The fifties were a buttoned-down reaction to a terrible war in two hemispheres that finally ended with the defeat of tyrants. But the same fifties were repressive to those who were not part of WWII, like the boomers. In the sixties the boomers rebelled against the demands for conformity and became hippies. Then came the monstrosity of Vietnam, which permanently divided the two. The elders were bewildered by their kids' rebelliousness and casualness about handing a newly free world over to the communists. The boomers saw a war machine making waste and destruction and turning young men in to hamburger for no credible reason and very obviously covering itself with lies. In the end, they were right because military corruption (burn forever in h*ll, Robert S. McNamara) turned the whole thing into a cesspool, especially US Army careerism and endemic S. Vietnamese grift. The lack of both candor and truth was palpable and finally, undeniable.

Thus was the die cast - an entire generation of alienated American youth who reacted by moving to the left - and who hate the US to this day. They ignorantly focused their hatred on capitalism and adopted as 'idealistic' the same governmental/authoritarian methods that had created the nightmare. They further disgraced themselves by abandoning the Vietnam veterans, more of whom have committed suicide than were killed in combat.

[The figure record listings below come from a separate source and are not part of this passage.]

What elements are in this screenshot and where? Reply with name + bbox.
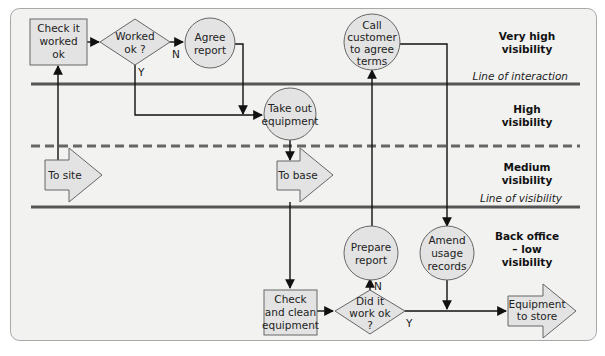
service-blueprint-diagram: Line of interaction Line of visibility V… xyxy=(0,0,605,356)
svg-text:ok ?: ok ? xyxy=(124,43,145,55)
svg-text:Medium: Medium xyxy=(503,161,550,173)
svg-text:worked: worked xyxy=(39,35,77,47)
svg-text:report: report xyxy=(194,44,226,56)
did-no-label: N xyxy=(374,280,382,292)
svg-text:customer: customer xyxy=(347,31,397,43)
svg-text:records: records xyxy=(427,260,466,272)
node-check-it-worked-ok: Check it worked ok xyxy=(30,19,87,65)
svg-text:visibility: visibility xyxy=(502,116,553,128)
zone-medium-label: Medium visibility xyxy=(502,161,553,186)
node-call-customer: Call customer to agree terms xyxy=(344,14,400,70)
svg-text:Equipment: Equipment xyxy=(509,298,566,310)
node-check-and-clean-equipment: Check and clean equipment xyxy=(262,290,319,335)
line-of-interaction-label: Line of interaction xyxy=(473,70,568,82)
node-prepare-report: Prepare report xyxy=(344,226,398,280)
svg-text:Worked: Worked xyxy=(115,30,154,42)
svg-text:to store: to store xyxy=(517,310,557,322)
svg-text:Check it: Check it xyxy=(37,22,80,34)
svg-text:ok: ok xyxy=(52,48,65,60)
svg-text:Did it: Did it xyxy=(356,295,384,307)
svg-text:Back office: Back office xyxy=(495,230,559,242)
svg-text:Amend: Amend xyxy=(428,234,465,246)
svg-text:Agree: Agree xyxy=(195,31,226,43)
node-agree-report: Agree report xyxy=(185,18,235,68)
svg-text:– low: – low xyxy=(512,243,542,255)
did-yes-label: Y xyxy=(405,317,413,329)
svg-text:Very high: Very high xyxy=(499,30,555,42)
svg-text:To base: To base xyxy=(277,169,317,181)
svg-text:and clean: and clean xyxy=(265,306,316,318)
svg-text:visibility: visibility xyxy=(502,256,553,268)
node-amend-usage-records: Amend usage records xyxy=(420,226,474,280)
svg-text:work ok: work ok xyxy=(349,307,391,319)
svg-text:Prepare: Prepare xyxy=(351,241,391,253)
svg-text:Take out: Take out xyxy=(267,102,312,114)
zone-very-high-label: Very high visibility xyxy=(499,30,555,55)
svg-text:to agree: to agree xyxy=(350,43,394,55)
svg-text:Check: Check xyxy=(274,293,307,305)
line-of-visibility-label: Line of visibility xyxy=(480,192,563,204)
worked-yes-label: Y xyxy=(137,66,145,78)
svg-text:terms: terms xyxy=(357,55,387,67)
svg-text:To site: To site xyxy=(47,169,81,181)
svg-text:equipment: equipment xyxy=(262,319,319,331)
svg-text:report: report xyxy=(355,254,387,266)
svg-text:?: ? xyxy=(367,319,373,331)
svg-text:usage: usage xyxy=(431,247,463,259)
svg-text:equipment: equipment xyxy=(262,115,319,127)
svg-text:visibility: visibility xyxy=(502,174,553,186)
worked-no-label: N xyxy=(172,48,180,60)
svg-text:Call: Call xyxy=(362,19,382,31)
svg-text:High: High xyxy=(513,103,540,115)
svg-text:visibility: visibility xyxy=(502,43,553,55)
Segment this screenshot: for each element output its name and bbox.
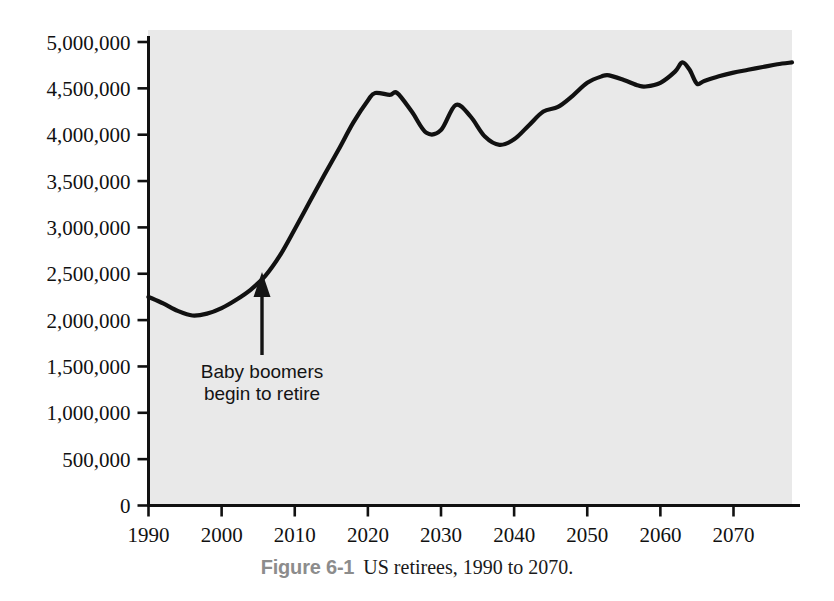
y-axis-tick-label: 2,000,000: [47, 309, 131, 333]
caption-title-text: US retirees, 1990 to 2070.: [363, 556, 573, 578]
x-axis-tick-label: 1990: [128, 523, 170, 547]
plot-area-background: [148, 30, 792, 505]
x-axis-ticks: 199020002010202020302040205020602070: [128, 506, 755, 547]
caption-figure-number: Figure 6-1: [261, 556, 355, 578]
annotation-line-1: Baby boomers: [201, 361, 324, 382]
y-axis-tick-label: 5,000,000: [47, 31, 131, 55]
line-chart: 5,000,0004,500,0004,000,0003,500,0003,00…: [0, 0, 834, 601]
y-axis-tick-label: 4,500,000: [47, 77, 131, 101]
y-axis-tick-label: 2,500,000: [47, 262, 131, 286]
figure-caption: Figure 6-1US retirees, 1990 to 2070.: [0, 556, 834, 579]
y-axis-tick-label: 0: [120, 494, 131, 518]
x-axis-tick-label: 2070: [713, 523, 755, 547]
y-axis-tick-label: 1,500,000: [47, 355, 131, 379]
x-axis-tick-label: 2020: [347, 523, 389, 547]
y-axis-tick-label: 1,000,000: [47, 401, 131, 425]
y-axis-ticks: 5,000,0004,500,0004,000,0003,500,0003,00…: [47, 31, 149, 519]
y-axis-tick-label: 500,000: [62, 448, 130, 472]
x-axis-tick-label: 2040: [493, 523, 535, 547]
x-axis-tick-label: 2030: [420, 523, 462, 547]
figure-container: 5,000,0004,500,0004,000,0003,500,0003,00…: [0, 0, 834, 601]
y-axis-tick-label: 3,000,000: [47, 216, 131, 240]
x-axis-tick-label: 2010: [274, 523, 316, 547]
y-axis-tick-label: 4,000,000: [47, 123, 131, 147]
x-axis-tick-label: 2060: [639, 523, 681, 547]
x-axis-tick-label: 2000: [201, 523, 243, 547]
x-axis-tick-label: 2050: [566, 523, 608, 547]
y-axis-tick-label: 3,500,000: [47, 170, 131, 194]
annotation-line-2: begin to retire: [204, 383, 320, 404]
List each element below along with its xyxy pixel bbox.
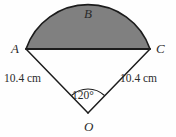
- dimension-label-radius-right: 10.4 cm: [120, 73, 157, 85]
- point-label-C: C: [156, 42, 165, 55]
- dimension-label-radius-left: 10.4 cm: [4, 73, 41, 85]
- geometry-figure: A B C O 10.4 cm 10.4 cm 120°: [0, 0, 176, 137]
- point-label-A: A: [11, 42, 19, 55]
- angle-measure-label: 120°: [72, 90, 94, 102]
- point-label-B: B: [84, 7, 92, 20]
- point-label-O: O: [84, 120, 93, 133]
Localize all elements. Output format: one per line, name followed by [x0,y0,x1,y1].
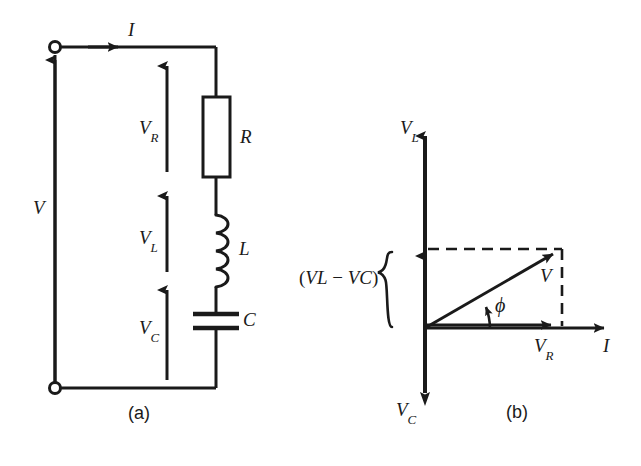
v-c-label: VC [139,318,159,341]
current-label-a: I [128,20,134,39]
v-l-label-sub: L [151,240,158,255]
v-l-label-base: V [139,227,151,248]
net-reactance-label: (VL − VC) [299,268,378,287]
v-r-label: VR [139,118,159,141]
net-reactance-a-base: V [305,267,317,288]
net-reactance-paren-close: ) [372,267,378,288]
net-reactance-minus: − [332,267,343,288]
capacitor-label: C [243,310,256,329]
vl-axis-label: VL [400,118,419,141]
panel-b-caption: (b) [506,403,528,421]
bottom-terminal-node [50,383,61,394]
net-reactance-b-base: V [348,267,360,288]
vr-phasor-label-base: V [534,335,546,356]
v-c-label-sub: C [151,330,160,345]
source-voltage-label: V [33,198,45,217]
vc-axis-label: VC [396,400,416,423]
v-r-label-sub: R [151,130,159,145]
vr-phasor-label-sub: R [546,348,554,363]
i-axis-label: I [603,336,609,355]
top-terminal-node [50,42,61,53]
v-l-label: VL [139,228,158,251]
phase-angle-label: ϕ [495,295,505,315]
resultant-v-label: V [540,266,552,285]
vc-axis-label-base: V [396,399,408,420]
vr-phasor-label: VR [534,336,554,359]
vl-axis-label-base: V [400,117,412,138]
net-reactance-b-sub: C [359,267,372,288]
vc-axis-label-sub: C [408,412,417,427]
v-r-label-base: V [139,117,151,138]
inductor-label: L [239,239,250,258]
net-reactance-a-sub: L [317,267,328,288]
resistor-symbol [203,97,230,177]
v-c-label-base: V [139,317,151,338]
rlc-series-circuit-and-phasor-figure [0,0,641,466]
figure-background [0,0,641,466]
panel-a-caption: (a) [128,404,150,422]
resistor-label: R [240,127,252,146]
vl-axis-label-sub: L [412,130,419,145]
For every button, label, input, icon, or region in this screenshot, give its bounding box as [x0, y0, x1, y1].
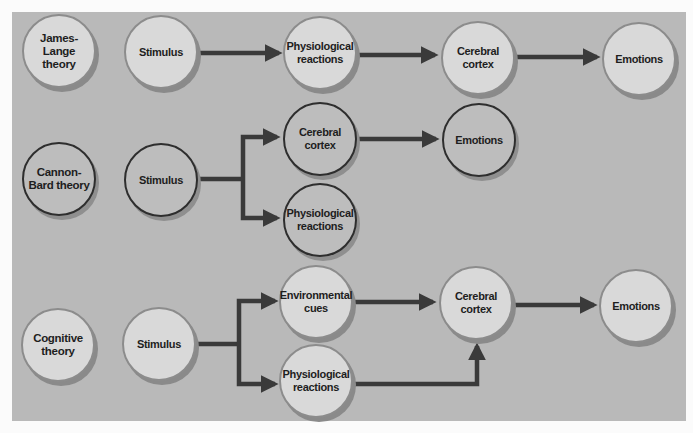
physiological-reactions-node: Physiological reactions — [283, 183, 357, 257]
emotions-node: Emotions — [599, 269, 673, 343]
cognitive-theory-node: Cognitive theory — [21, 308, 95, 382]
node-label: Cannon-Bard theory — [24, 166, 94, 192]
stimulus-node: Stimulus — [124, 143, 198, 217]
physiological-reactions-node: Physiological reactions — [279, 344, 353, 418]
node-label: Emotions — [610, 300, 662, 313]
environmental-cues-node: Environmental cues — [279, 265, 353, 339]
node-label: Stimulus — [137, 46, 185, 59]
physiological-reactions-node: Physiological reactions — [283, 16, 357, 90]
node-label: Physiological reactions — [285, 40, 356, 66]
cerebral-cortex-node: Cerebral cortex — [441, 21, 515, 95]
cerebral-cortex-node: Cerebral cortex — [439, 266, 513, 340]
james-lange-theory-node: James-Lange theory — [22, 14, 96, 88]
node-label: Stimulus — [135, 338, 183, 351]
node-label: Environmental cues — [278, 289, 355, 315]
emotions-node: Emotions — [602, 22, 676, 96]
node-label: Cerebral cortex — [285, 126, 355, 152]
node-label: Cerebral cortex — [443, 45, 513, 71]
emotions-node: Emotions — [442, 103, 516, 177]
node-label: Emotions — [453, 134, 505, 147]
node-label: Emotions — [613, 53, 665, 66]
cerebral-cortex-node: Cerebral cortex — [283, 102, 357, 176]
node-label: Physiological reactions — [281, 368, 352, 394]
stimulus-node: Stimulus — [124, 15, 198, 89]
node-label: Stimulus — [137, 174, 185, 187]
stimulus-node: Stimulus — [122, 307, 196, 381]
node-label: Cerebral cortex — [441, 290, 511, 316]
node-label: Physiological reactions — [285, 207, 356, 233]
node-label: James-Lange theory — [24, 32, 94, 71]
cannon-bard-theory-node: Cannon-Bard theory — [22, 142, 96, 216]
node-label: Cognitive theory — [23, 332, 93, 358]
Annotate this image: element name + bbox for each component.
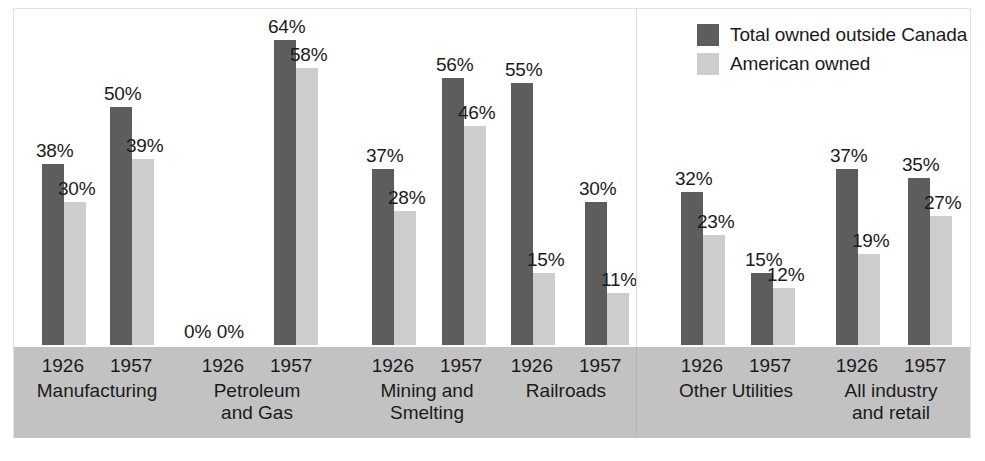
bar-american <box>132 159 154 345</box>
bar-value-label: 23% <box>697 211 734 233</box>
bar-value-label: 12% <box>767 264 804 286</box>
x-axis-group-label: Other Utilities <box>671 380 801 402</box>
x-axis-year-label: 1957 <box>579 355 621 377</box>
bar-american <box>703 235 725 345</box>
bar-american <box>296 68 318 345</box>
x-axis-group-label: All industry and retail <box>826 380 956 424</box>
bar-value-label: 64% <box>268 16 305 38</box>
bar-american <box>533 273 555 345</box>
x-axis-group-other-utilities: 19261957Other Utilities <box>671 347 801 402</box>
x-axis-group-label: Petroleum and Gas <box>192 380 322 424</box>
bar-value-label: 30% <box>579 178 616 200</box>
x-axis-year-label: 1957 <box>440 355 482 377</box>
x-axis-label-band: 19261957Manufacturing19261957Petroleum a… <box>14 347 970 438</box>
x-axis-year-label: 1926 <box>42 355 84 377</box>
x-axis-group-petroleum-and-gas: 19261957Petroleum and Gas <box>192 347 322 424</box>
bar-total <box>511 83 533 345</box>
bar-total <box>836 169 858 345</box>
x-axis-year-label: 1957 <box>110 355 152 377</box>
x-axis-group-label: Manufacturing <box>32 380 162 402</box>
legend-label-american-owned: American owned <box>730 53 870 75</box>
bar-value-label: 50% <box>104 83 141 105</box>
bar-value-label: 11% <box>601 269 637 291</box>
bar-value-label: 58% <box>290 44 327 66</box>
bar-american <box>930 216 952 345</box>
bar-value-label: 30% <box>58 178 95 200</box>
legend-swatch-icon-american-owned <box>697 53 719 75</box>
bar-american <box>64 202 86 345</box>
bar-value-label: 38% <box>36 140 73 162</box>
bar-value-label: 28% <box>388 187 425 209</box>
legend-label-total-owned: Total owned outside Canada <box>730 24 967 46</box>
section-divider <box>636 9 637 347</box>
bar-value-label: 32% <box>675 168 712 190</box>
bar-american <box>773 288 795 345</box>
bar-american <box>394 211 416 345</box>
x-axis-year-label: 1957 <box>749 355 791 377</box>
bar-value-zero-pair: 0% 0% <box>184 321 244 343</box>
x-axis-year-label: 1926 <box>511 355 553 377</box>
x-axis-years: 19261957 <box>362 355 492 377</box>
section-divider-band <box>636 347 637 438</box>
x-axis-group-label: Mining and Smelting <box>362 380 492 424</box>
bar-value-label: 46% <box>458 102 495 124</box>
x-axis-year-label: 1957 <box>904 355 946 377</box>
x-axis-years: 19261957 <box>501 355 631 377</box>
legend-swatch-icon-total-owned <box>697 24 719 46</box>
x-axis-years: 19261957 <box>192 355 322 377</box>
x-axis-group-mining-and-smelting: 19261957Mining and Smelting <box>362 347 492 424</box>
x-axis-group-all-industry-and-retail: 19261957All industry and retail <box>826 347 956 424</box>
x-axis-years: 19261957 <box>826 355 956 377</box>
bar-american <box>607 293 629 345</box>
x-axis-year-label: 1926 <box>372 355 414 377</box>
chart-legend: Total owned outside Canada American owne… <box>697 24 967 82</box>
bar-value-label: 15% <box>527 249 564 271</box>
legend-item-american-owned: American owned <box>697 53 967 75</box>
bar-chart-figure: 38%30%50%39%0% 0%64%58%37%28%56%46%55%15… <box>0 0 985 461</box>
bar-american <box>464 126 486 345</box>
bar-value-label: 19% <box>852 230 889 252</box>
x-axis-group-label: Railroads <box>501 380 631 402</box>
bar-value-label: 56% <box>436 54 473 76</box>
bar-value-label: 37% <box>830 145 867 167</box>
bar-value-label: 55% <box>505 59 542 81</box>
bar-american <box>858 254 880 345</box>
bar-value-label: 39% <box>126 135 163 157</box>
bar-value-label: 35% <box>902 154 939 176</box>
bar-value-label: 37% <box>366 145 403 167</box>
x-axis-year-label: 1926 <box>681 355 723 377</box>
bar-total <box>274 40 296 345</box>
x-axis-group-manufacturing: 19261957Manufacturing <box>32 347 162 402</box>
x-axis-year-label: 1926 <box>836 355 878 377</box>
legend-item-total-owned-outside-canada: Total owned outside Canada <box>697 24 967 46</box>
x-axis-group-railroads: 19261957Railroads <box>501 347 631 402</box>
x-axis-years: 19261957 <box>671 355 801 377</box>
x-axis-years: 19261957 <box>32 355 162 377</box>
x-axis-year-label: 1957 <box>270 355 312 377</box>
bar-value-label: 27% <box>924 192 961 214</box>
x-axis-year-label: 1926 <box>202 355 244 377</box>
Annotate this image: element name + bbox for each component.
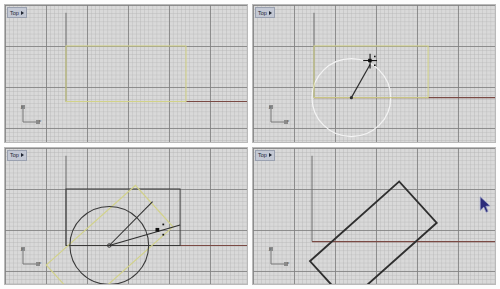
viewport-grid: Top y x (0, 0, 500, 289)
arrow-cursor (480, 196, 490, 212)
viewport-title-label: Top (258, 9, 267, 17)
geometry-layer-3 (5, 148, 247, 285)
chevron-down-icon[interactable] (21, 11, 24, 15)
black-rectangle-outline (66, 188, 180, 245)
viewport-title-tab[interactable]: Top (7, 150, 27, 161)
chevron-down-icon[interactable] (269, 11, 272, 15)
viewport-title-tab[interactable]: Top (255, 7, 275, 18)
geometry-layer-4 (253, 148, 495, 285)
chevron-down-icon[interactable] (21, 153, 24, 157)
yellow-rectangle[interactable] (66, 46, 186, 102)
chevron-down-icon[interactable] (269, 153, 272, 157)
viewport-top-right[interactable]: Top y x (252, 4, 496, 143)
viewport-bottom-right[interactable]: Top y x (252, 147, 496, 286)
rotation-origin-point (350, 96, 353, 99)
viewport-title-label: Top (10, 151, 19, 159)
viewport-bottom-left[interactable]: Top y x (4, 147, 248, 286)
black-rotated-rectangle[interactable] (310, 181, 437, 284)
yellow-rectangle[interactable] (314, 46, 428, 98)
viewport-title-label: Top (10, 9, 19, 17)
viewport-title-tab[interactable]: Top (255, 150, 275, 161)
viewport-top-left[interactable]: Top y x (4, 4, 248, 143)
geometry-layer-2 (253, 5, 495, 142)
viewport-title-tab[interactable]: Top (7, 7, 27, 18)
yellow-rotated-rectangle[interactable] (46, 185, 173, 284)
rotation-reference-line (351, 64, 370, 97)
geometry-layer-1 (5, 5, 247, 142)
viewport-title-label: Top (258, 151, 267, 159)
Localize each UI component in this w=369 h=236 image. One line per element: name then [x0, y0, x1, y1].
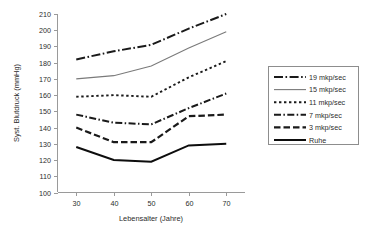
y-tick-label: 120: [39, 156, 51, 165]
y-tick-label: 110: [40, 172, 51, 181]
x-tick-label: 30: [73, 199, 81, 208]
y-tick-label: 150: [39, 107, 51, 116]
y-axis-title: Syst. Blutdruck (mmHg): [12, 64, 21, 142]
chart-figure: 100110120130140150160170180190200210 304…: [0, 0, 369, 236]
legend-label-15-mkp-sec: 15 mkp/sec: [309, 85, 346, 94]
y-tick-label: 140: [39, 124, 51, 133]
x-axis-ticks: [77, 193, 227, 197]
y-tick-label: 170: [39, 75, 51, 84]
y-tick-label: 200: [39, 26, 51, 35]
legend-label-11-mkp-sec: 11 mkp/sec: [309, 98, 346, 107]
y-tick-label: 190: [39, 42, 51, 51]
y-tick-label: 100: [39, 189, 51, 198]
x-tick-label: 60: [186, 199, 194, 208]
y-tick-label: 210: [39, 10, 51, 19]
chart-legend: 19 mkp/sec15 mkp/sec11 mkp/sec7 mkp/sec3…: [269, 67, 359, 145]
x-tick-label: 70: [223, 199, 231, 208]
x-axis-tick-labels: 3040506070: [73, 199, 231, 208]
legend-label-3-mkp-sec: 3 mkp/sec: [309, 123, 342, 132]
y-axis: 100110120130140150160170180190200210: [39, 10, 58, 198]
legend-label-ruhe: Ruhe: [309, 136, 326, 145]
legend-label-7-mkp-sec: 7 mkp/sec: [309, 111, 342, 120]
y-tick-label: 160: [39, 91, 51, 100]
blood-pressure-line-chart: 100110120130140150160170180190200210 304…: [0, 0, 369, 236]
x-tick-label: 50: [148, 199, 156, 208]
x-axis: 3040506070: [58, 193, 246, 209]
y-tick-label: 130: [39, 140, 51, 149]
y-tick-label: 180: [39, 59, 51, 68]
y-axis-tick-labels: 100110120130140150160170180190200210: [39, 10, 51, 198]
x-tick-label: 40: [111, 199, 119, 208]
legend-label-19-mkp-sec: 19 mkp/sec: [309, 73, 346, 82]
y-axis-ticks: [54, 15, 58, 194]
x-axis-title: Lebensalter (Jahre): [119, 214, 183, 223]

To this day the sixties left dominates HOLLYWOOD, universities and government. Also to this day the outlook and methods are unrelentingly authoritarian. They see themselves as enlightened defenders of truth in a corrupt money-driven society - but they are arrogant zealots who resort to authority because they would rightly be ignored otherwise.

They will never change - the sixties ended forty years ago. Reagan, an unabashed patriot and libertarian conservative, showed what free markets and the American tradition is capable of, and it seems like not a one of them learned anything at all.

Stuart Koehl| 6.9.11 @ 5:46PM

As historical analysis goes, this is pretty, well, awful.

mzk1| 6.24.11 @ 7:31AM

The second two paragraphs are fine, the first two are nonsense. The way people have lived for 100 years is "repressive"? Viet Nam was a noble attempt that was destroyed by the MSM; the VietNamese themsleves admit this.

Todd Powers| 6.10.11 @ 1:35AM

After the Rush Limbaugh fiasco, an Obama lawyer running the players association, and with Rap "artist" that speak of killing cops owning parts of teams, do what I do:

BOYCOTT THE NFL!!!

I hope they cancel the whole season.

insanity | 6.13.11 @ 10:59AM

good to hear that

weddingdresses | 6.15.11 @ 4:28AM

Article is very interesting,thanks for your sharing.I will visit this site.

mzk1| 6.24.11 @ 7:35AM

One mistake - "It might shock young viewers to watch some shows from the 1950s where the head of the household was always the father, who was usually an intelligent, well-respected man and source of sagely advice and stable love for his wife and kids."

P.S. I've never owned a T.V.

This is false. Leave it to Beaver is a notable exception. In general, since "the Life of Riley", the father was closer to a bumbling idiot, dumber than his kids., somewhat like the The Berstain Bears books). This was a mojor issue in the '60's. The feminists, as usual, reversed everything, claiming that the women were oppressed by being portrayed as too perfect!

mzk1| 6.24.11 @ 7:35AM

Sorry. P.S. Ended up in the middle.

mzk1| 6.24.11 @ 10:23AM

The funniest case is Family Ties. No matter how much they dumped on the conservative brother (talk about bullies!), Alex was the teenage heartthrob.